MillenniumPost
Opinion

We do want our education

It’s that time of the year again. When snaking queues for forms in front of schools inform that it’s admission season again. A nursery school in Delhi offering 368 seats have already received 578 registrations. Another has got 280 applications for 132 seats. With online registrations offering som relief to frenzied parents this year, one school has received 1,745 online registrations for 368 seats. And the time to book your registration is by no means over. So more applications will flow in, before schools close their gates and the process of scrutiny begins.

While the rush for education is by all means praiseworthy such competition to get a toddler to nursery school is mind-boggling. The competition also takes its toll, not just on parents (who are also interviewed before their child is allowed entry to nursery school), but the children, who from this young age are pushed by their parents to perform in the test, so as to secure their seat in the school. And if they fail to get their place in the most-coveted school, it is collective mourning for the family, with the toddler experiencing his first feeling of inferiority, a feeling that will compound with every step that he takes into the adult world, culminating with the rush to secure over 90 per cent marks to guarantee his admission in a college that will guarantee him job placement in a good company.

But parents alone cannot be blamed for this problem. Paucity of schools is one reason for the competition, and this paucity continues with the years, paucity of institutes of higher education, paucity of jobs, the infrastructure simply fails to keep up with the population, resulting in the extreme competition. The policy of giving maximum weightage to those from the neighbourhood is a good move. Quality of education and opportunities offered at schools should be made uniform so that there is no rush to get children admitted to any particular school. The number of schools should increase, with the gap in infrastructure between private and government schools narrowed. The education system too needs to be reviewed. Free books and other benefits meant for students should reach them. And quality of education made top priority.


Prompt:
Without changing a word, repeat the data, and include no pictures.

──────── Material to process

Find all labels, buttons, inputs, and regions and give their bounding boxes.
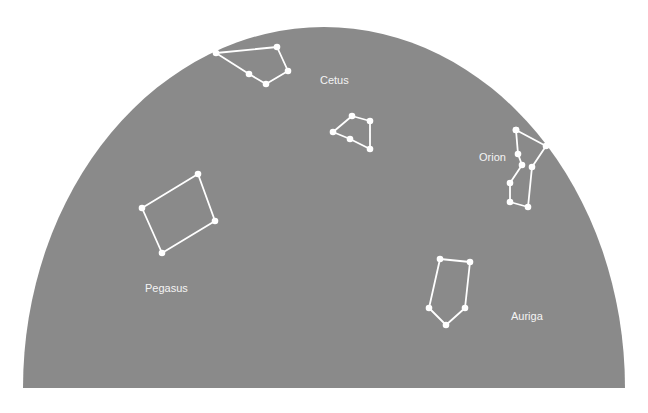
star-icon <box>437 256 444 263</box>
constellation-label-cetus: Cetus <box>320 74 349 86</box>
star-icon <box>462 305 469 312</box>
star-icon <box>246 71 253 78</box>
constellation-label-orion: Orion <box>479 151 506 163</box>
star-icon <box>507 199 514 206</box>
star-icon <box>139 205 146 212</box>
star-icon <box>367 118 374 125</box>
sky-map: CetusOrionPegasusAuriga <box>0 0 648 413</box>
star-icon <box>443 322 450 329</box>
star-icon <box>467 259 474 266</box>
star-icon <box>285 68 292 75</box>
constellation-label-auriga: Auriga <box>511 310 544 322</box>
star-icon <box>274 44 281 51</box>
star-icon <box>349 113 356 120</box>
star-icon <box>426 305 433 312</box>
star-icon <box>519 162 526 169</box>
star-icon <box>515 151 522 158</box>
star-icon <box>159 250 166 257</box>
star-icon <box>347 136 354 143</box>
star-icon <box>525 204 532 211</box>
star-icon <box>507 180 514 187</box>
star-icon <box>330 129 337 136</box>
star-icon <box>213 50 220 57</box>
star-icon <box>195 171 202 178</box>
constellation-label-pegasus: Pegasus <box>145 282 188 294</box>
star-icon <box>212 218 219 225</box>
star-icon <box>529 164 536 171</box>
star-icon <box>513 127 520 134</box>
star-icon <box>263 81 270 88</box>
star-icon <box>543 143 550 150</box>
star-icon <box>367 146 374 153</box>
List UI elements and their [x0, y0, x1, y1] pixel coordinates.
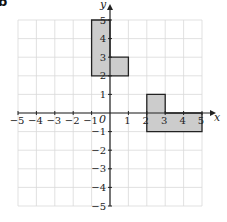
x-tick-label: −5 [10, 115, 25, 126]
y-tick-label: 3 [100, 52, 106, 63]
x-tick-label: 1 [124, 115, 130, 126]
y-tick-label: −5 [91, 201, 106, 212]
x-axis-label: x [214, 111, 221, 124]
y-tick-label: 1 [100, 89, 106, 100]
x-tick-label: 2 [143, 115, 149, 126]
x-tick-label: 4 [179, 115, 185, 126]
y-tick-label: −1 [91, 126, 106, 137]
y-axis-label: y [99, 0, 107, 11]
y-tick-label: 4 [100, 33, 106, 44]
x-tick-label: −1 [83, 115, 98, 126]
tick-labels: −5−4−3−2−11234554321−1−2−3−4−50xy [10, 0, 221, 212]
x-tick-label: 5 [198, 115, 204, 126]
x-tick-label: −4 [28, 115, 43, 126]
x-tick-label: −3 [46, 115, 61, 126]
y-tick-label: −2 [91, 145, 106, 156]
y-axis-arrow-icon [107, 4, 113, 10]
x-tick-label: −2 [65, 115, 80, 126]
y-tick-label: 5 [100, 15, 106, 26]
origin-label: 0 [99, 113, 106, 126]
y-tick-label: −3 [91, 163, 106, 174]
y-tick-label: 2 [100, 70, 106, 81]
coordinate-grid: −5−4−3−2−11234554321−1−2−3−4−50xy [0, 0, 227, 222]
x-tick-label: 3 [161, 115, 167, 126]
y-tick-label: −4 [91, 182, 106, 193]
axes [18, 4, 216, 206]
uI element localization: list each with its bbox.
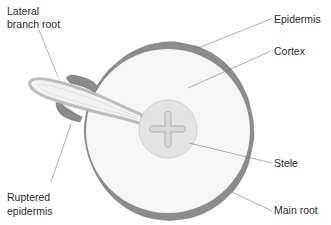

────────────────

Solved exercise:
Find all labels, buttons, inputs, and regions and give their bounding boxes.
star-icon <box>437 256 444 263</box>
constellation-label-cetus: Cetus <box>320 74 349 86</box>
star-icon <box>462 305 469 312</box>
star-icon <box>246 71 253 78</box>
constellation-label-orion: Orion <box>479 151 506 163</box>
star-icon <box>507 199 514 206</box>
star-icon <box>139 205 146 212</box>
star-icon <box>367 118 374 125</box>
sky-map: CetusOrionPegasusAuriga <box>0 0 648 413</box>
star-icon <box>443 322 450 329</box>
star-icon <box>467 259 474 266</box>
star-icon <box>285 68 292 75</box>
constellation-label-auriga: Auriga <box>511 310 544 322</box>
star-icon <box>274 44 281 51</box>
star-icon <box>349 113 356 120</box>
star-icon <box>426 305 433 312</box>
star-icon <box>519 162 526 169</box>
star-icon <box>515 151 522 158</box>
star-icon <box>159 250 166 257</box>
star-icon <box>347 136 354 143</box>
star-icon <box>525 204 532 211</box>
star-icon <box>507 180 514 187</box>
star-icon <box>330 129 337 136</box>
star-icon <box>213 50 220 57</box>
star-icon <box>195 171 202 178</box>
constellation-label-pegasus: Pegasus <box>145 282 188 294</box>
star-icon <box>212 218 219 225</box>
star-icon <box>529 164 536 171</box>
star-icon <box>513 127 520 134</box>
star-icon <box>263 81 270 88</box>
star-icon <box>543 143 550 150</box>
star-icon <box>367 146 374 153</box>
List UI elements and their [x0, y0, x1, y1] pixel coordinates.
x-tick-label: −5 [10, 115, 25, 126]
y-tick-label: 3 [100, 52, 106, 63]
x-tick-label: 1 [124, 115, 130, 126]
y-tick-label: −5 [91, 201, 106, 212]
x-axis-label: x [214, 111, 221, 124]
y-tick-label: 1 [100, 89, 106, 100]
x-tick-label: 2 [143, 115, 149, 126]
x-tick-label: 4 [179, 115, 185, 126]
y-tick-label: −1 [91, 126, 106, 137]
y-axis-label: y [99, 0, 107, 11]
y-tick-label: 4 [100, 33, 106, 44]
x-tick-label: −1 [83, 115, 98, 126]
tick-labels: −5−4−3−2−11234554321−1−2−3−4−50xy [10, 0, 221, 212]
x-tick-label: 5 [198, 115, 204, 126]
x-tick-label: −4 [28, 115, 43, 126]
x-tick-label: −3 [46, 115, 61, 126]
y-tick-label: −2 [91, 145, 106, 156]
y-axis-arrow-icon [107, 4, 113, 10]
x-tick-label: −2 [65, 115, 80, 126]
y-tick-label: 5 [100, 15, 106, 26]
origin-label: 0 [99, 113, 106, 126]
y-tick-label: −3 [91, 163, 106, 174]
y-tick-label: 2 [100, 70, 106, 81]
coordinate-grid: −5−4−3−2−11234554321−1−2−3−4−50xy [0, 0, 227, 222]
x-tick-label: 3 [161, 115, 167, 126]
y-tick-label: −4 [91, 182, 106, 193]
axes [18, 4, 216, 206]
uI element localization: list each with its bbox.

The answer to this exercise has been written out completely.